Shinrin-yoku
It began by accident. I was walking to a Portland Timbers match, looking for something light to pass the time at halftime. Fifteen minutes to read, that was the goal. I slipped into Powell’s on the way, scanning spines the way you might scan a grocery shelf when you’re hungry but not sure what for. I walked out with Walking in the Woods, the English version of a Japanese text about Shinrin-yoku — forest bathing.
At first, the book felt like a curiosity. A slim paperback on walking, on slowing down. But within a few pages, the idea of bathing in the forest stuck to me. Not hiking. Not exercising. Not even “getting fresh air.” Bathing — as in, letting something soak into you, not the other way around.
Over the following weeks I found myself lacing my shoes and heading out with no real agenda except to try this practice. I began to think of Portland not as a city I lived in, but as a constellation of green pockets waiting to be stepped into. Each park became its own lesson.
Powell Butte was the first. Wide meadows, views stretching out farther than I expected. The trails opened into the kind of horizon that makes you aware of your own size, which is to say: small. I didn’t cover much ground, but I didn’t need to. Standing still felt like participation.
Tualatin Hills Nature Park quickly became my favorite. A flat, accessible preserve in Beaverton, crisscrossed with boardwalks over wetlands and shaded forest paths. I went there often while Tara was at Burn Boot Camp. It felt like a parallel universe—while she pushed through sets and reps indoors, I drifted among birdsong and waterlogged roots. There was something reflective about the place, as if the landscape itself invited you to pause and notice. I rarely hurried there, and that slowness became part of the ritual.
Tryon Creek was a different kind of walk. My mother came with me, nursing a sore hip, her steps careful and deliberate. It wasn’t about distance. It was about sharing space with her, both of us moving slowly enough to really look at things—the moss, the dappled light, the shapes of the bridges crossing the creek. There was a tenderness in that walk, a reminder that time outside doesn’t have to be strenuous to be restorative.
Elk Rock Island felt like a secret. The trail cut through ferns and basalt outcroppings, and within minutes the city noise dropped away. It’s startling how quickly you can move from pavement to something wild if you know where to look. I thought about how many people live nearby and may never realize there’s an island waiting for them at the edge of their neighborhood.
Mount Tabor was the opposite of hidden. Every time I went, something was happening. Once I walked straight into a full-blown day rave — speakers thumping, people dancing on the grass in the middle of the afternoon. Another time, I watched cyclists streak downhill, wheels buzzing like a swarm of bees. It struck me that “nature” in a city is always entangled with human energy. Tabor wasn’t quiet, but it was alive.
Mount Talbert was quieter, humbler. Less dramatic views, but a kind of gentle stillness. Trails weaving through oak and fir, the sort of place where you realize half an hour has passed without you noticing. Not every park has to dazzle. Some simply remind you that there’s a different pace available, if you’re willing to adopt it.
Forest Park was a labyrinth. On one walk, Tara and I went farther than we intended, the trail folding back on itself until we eventually spilled out blocks away in the Northwest hills. The shift from dense forest to quiet residential streets was disorienting in the best way. It felt like stepping between two different Portlands: one built of trees, the other of old houses and stone walls.
The book itself gave me a kind of scaffolding for these experiences. It explained the science behind the practice. Time in the woods lowers cortisol. Blood pressure drops. Heart rate slows. Trees emit compounds—phytoncides—that we breathe in, changing our bodies at the chemical level. There are studies showing measurable boosts to immune function after a weekend spent outdoors.
But numbers weren’t what I carried home after these walks. What stayed with me was simpler: the feeling of being porous again. I wasn’t an isolated figure moving through scenery. I was a part of something larger, indistinguishable from it. My edges softened.
In daily life, I often forget that’s possible. I live in cycles of screens, projects, deadlines. I’ve built a life where the walls are thick. Sometimes I mistake those walls for identity. The forest reminded me that those boundaries are more permeable than I think. A forest doesn’t care about your schedule or your ambitions. It doesn’t ask you to be clever, or productive, or even interesting. It just continues, and if you give it your attention, it has a way of continuing through you.
That may be why the word bath fits better than walk. Walking sounds active, like something to accomplish. Bathing is receptive. You don’t “do” a bath. You let the water do something to you. These past weeks, the woods have done something to me. Not in a dramatic, life-altering way, but in a quieter one. A softening. A slowing. A reminder.
You don’t need wilderness to try it. You don’t need a national park or a backpack or hours set aside. Twenty minutes in a neighborhood park can be enough. Walk slowly. Leave your headphones. Touch the bark of a tree. Let yourself notice the smell of wet soil or the sound of leaves shifting. You’ll come back different, even if just slightly.
I set out looking for something to fill halftime. What I found was a way to let time expand again.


ACTIVITY => Filter the entries for the string "true". Copy each line that has it.

┌────────

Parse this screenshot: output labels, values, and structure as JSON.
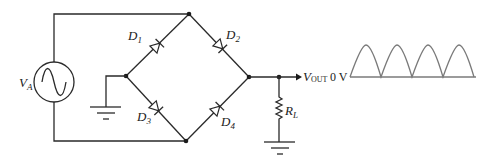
{
  "diagram": {
    "type": "full-wave bridge rectifier circuit",
    "source": {
      "label": "V",
      "subscript": "A",
      "icon": "ac-sine-source-icon"
    },
    "diodes": [
      {
        "label": "D",
        "subscript": "1"
      },
      {
        "label": "D",
        "subscript": "2"
      },
      {
        "label": "D",
        "subscript": "3"
      },
      {
        "label": "D",
        "subscript": "4"
      }
    ],
    "load": {
      "label": "R",
      "subscript": "L"
    },
    "output": {
      "label": "V",
      "subscript": "OUT"
    },
    "waveform": {
      "baseline_label": "0 V",
      "description": "full-wave rectified sine",
      "humps": 4,
      "color": "#7a7a7a"
    }
  },
  "colors": {
    "wire": "#2a2a2a",
    "waveform": "#7a7a7a",
    "background": "#ffffff"
  }
}
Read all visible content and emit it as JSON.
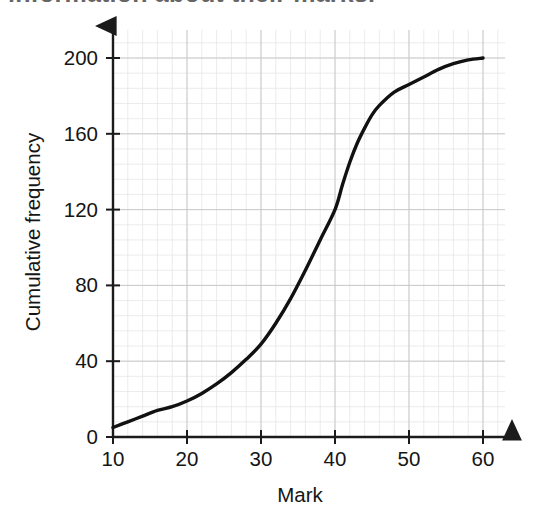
{
  "page": {
    "truncated_heading": "information about their marks."
  },
  "chart_data": {
    "type": "line",
    "title": "",
    "subtitle": "",
    "xlabel": "Mark",
    "ylabel": "Cumulative frequency",
    "xlim": [
      10,
      60
    ],
    "ylim": [
      0,
      200
    ],
    "x_ticks": [
      10,
      20,
      30,
      40,
      50,
      60
    ],
    "y_ticks": [
      0,
      40,
      80,
      120,
      160,
      200
    ],
    "x_tick_labels": [
      "10",
      "20",
      "30",
      "40",
      "50",
      "60"
    ],
    "y_tick_labels": [
      "0",
      "40",
      "80",
      "120",
      "160",
      "200"
    ],
    "x_minor_step": 2,
    "y_minor_step": 8,
    "grid": true,
    "grid_minor": true,
    "legend": false,
    "legend_position": "none",
    "axis_arrows": true,
    "curve_color": "#111111",
    "grid_major_color": "#c9c9c9",
    "grid_minor_color": "#e4e4e4",
    "axis_color": "#1b1b1b",
    "series": [
      {
        "name": "Cumulative frequency",
        "x": [
          10,
          12,
          14,
          16,
          18,
          20,
          22,
          24,
          26,
          28,
          30,
          32,
          34,
          36,
          38,
          40,
          41,
          42,
          43,
          44,
          45,
          46,
          48,
          50,
          52,
          54,
          56,
          58,
          60
        ],
        "values": [
          5,
          8,
          11,
          14,
          16,
          19,
          23,
          28,
          34,
          41,
          49,
          60,
          73,
          88,
          104,
          120,
          133,
          145,
          155,
          163,
          170,
          175,
          182,
          186,
          190,
          194,
          197,
          199,
          200
        ]
      }
    ],
    "annotations": []
  }
}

└────────

REPLY =>
    "grid": true,
    "grid_minor": true,
    "axis_arrows": true,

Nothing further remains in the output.